I would like to serialize on machine A and deserialize on machine B a python lambda. There are a couple of obvious problems with that:
I'm not sure exactly what you want to do, but you could try dill. Dill can serialize and deserialize lambdas and I believe also works for lambdas inside closures. The pickle API is a subset of it's API. To use it, just "import dill as pickle" and go about your business pickling stuff.
>>> import dill
>>> testme = lambda x: lambda y:x
>>> _testme = dill.loads(dill.dumps(testme))
>>> testme
at 0x1d92530>
>>> _testme
at 0x1d924f0>
>>>
>>> def complicated(a,b):
... def nested(x):
... return testme(x)(a) * b
... return nested
...
>>> _complicated = dill.loads(dill.dumps(complicated))
>>> complicated
>>> _complicated
Dill registers it's types into the pickle
registry, so if you have some black box code that uses pickle
and you can't really edit it, then just importing dill can magically make it work without monkeypatching the 3rd party code. Or, if you want the whole interpreter session sent over the wire as an "python image", dill can do that too.
>>> # continuing from above
>>> dill.dump_session('foobar.pkl')
>>>
>>> ^D
dude@sakurai>$ python
Python 2.7.5 (default, Sep 30 2013, 20:15:49)
[GCC 4.2.1 (Apple Inc. build 5566)] on darwin
Type "help", "copyright", "credits" or "license" for more information.
>>> import dill
>>> dill.load_session('foobar.pkl')
>>> testme(4)
at 0x1d924b0>
>>> testme(4)(5)
4
>>> dill.source.getsource(testme)
'testme = lambda x: lambda y:x\n'
You can easily send the image across ssh to another computer, and start where you left off there as long as there's version compatibility of pickle and the usual caveats about python changing and things being installed. As shown, you can also extract the source of the lambda that was defined in the previous session.
Dill also has some good tools for helping you understand what is causing your pickling to fail when your code fails.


* _Your assignment_
When a line in the listing below contains the word "FEEDBACK", return a copy of that line.

* _Exercise input_
···

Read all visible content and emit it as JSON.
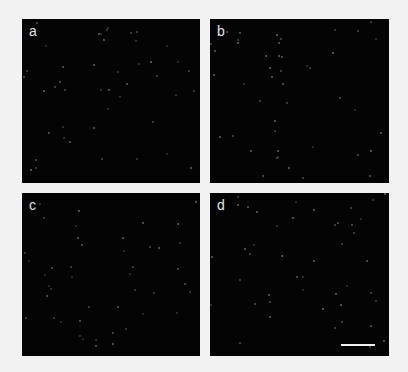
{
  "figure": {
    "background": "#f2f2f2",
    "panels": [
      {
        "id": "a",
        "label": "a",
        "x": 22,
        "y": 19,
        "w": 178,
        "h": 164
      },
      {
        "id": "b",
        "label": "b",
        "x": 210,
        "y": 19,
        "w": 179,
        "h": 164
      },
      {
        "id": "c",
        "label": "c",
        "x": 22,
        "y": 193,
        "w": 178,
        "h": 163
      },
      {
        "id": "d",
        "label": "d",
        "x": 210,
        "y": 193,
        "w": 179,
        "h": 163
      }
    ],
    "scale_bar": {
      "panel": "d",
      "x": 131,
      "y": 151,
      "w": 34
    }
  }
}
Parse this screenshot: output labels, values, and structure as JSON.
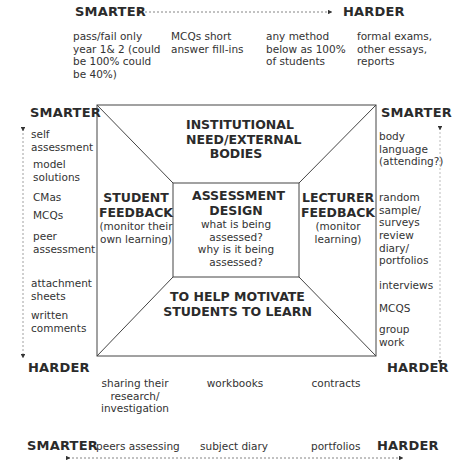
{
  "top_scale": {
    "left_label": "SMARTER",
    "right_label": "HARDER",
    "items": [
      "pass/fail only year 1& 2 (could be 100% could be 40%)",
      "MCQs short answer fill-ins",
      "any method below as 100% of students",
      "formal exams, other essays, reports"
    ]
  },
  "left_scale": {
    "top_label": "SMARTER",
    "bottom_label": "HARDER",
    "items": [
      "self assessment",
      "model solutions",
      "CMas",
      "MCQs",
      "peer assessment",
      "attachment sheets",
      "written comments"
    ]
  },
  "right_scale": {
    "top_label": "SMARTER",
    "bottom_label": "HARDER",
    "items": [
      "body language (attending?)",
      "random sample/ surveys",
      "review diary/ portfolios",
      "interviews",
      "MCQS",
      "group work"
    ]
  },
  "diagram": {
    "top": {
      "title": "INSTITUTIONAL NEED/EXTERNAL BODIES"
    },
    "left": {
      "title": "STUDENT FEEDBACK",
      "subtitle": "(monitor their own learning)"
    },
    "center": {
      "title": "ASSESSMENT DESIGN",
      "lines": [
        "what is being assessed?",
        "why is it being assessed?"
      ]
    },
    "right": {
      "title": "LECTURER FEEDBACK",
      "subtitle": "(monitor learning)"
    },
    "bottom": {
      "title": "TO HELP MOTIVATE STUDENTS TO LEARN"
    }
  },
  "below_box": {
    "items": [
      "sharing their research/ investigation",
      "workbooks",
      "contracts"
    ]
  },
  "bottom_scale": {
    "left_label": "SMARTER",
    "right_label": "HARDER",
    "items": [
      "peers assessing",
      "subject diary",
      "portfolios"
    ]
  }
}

···

* _Written solution_
      "title": "STUDENT FEEDBACK",
      "title": "LECTURER FEEDBACK",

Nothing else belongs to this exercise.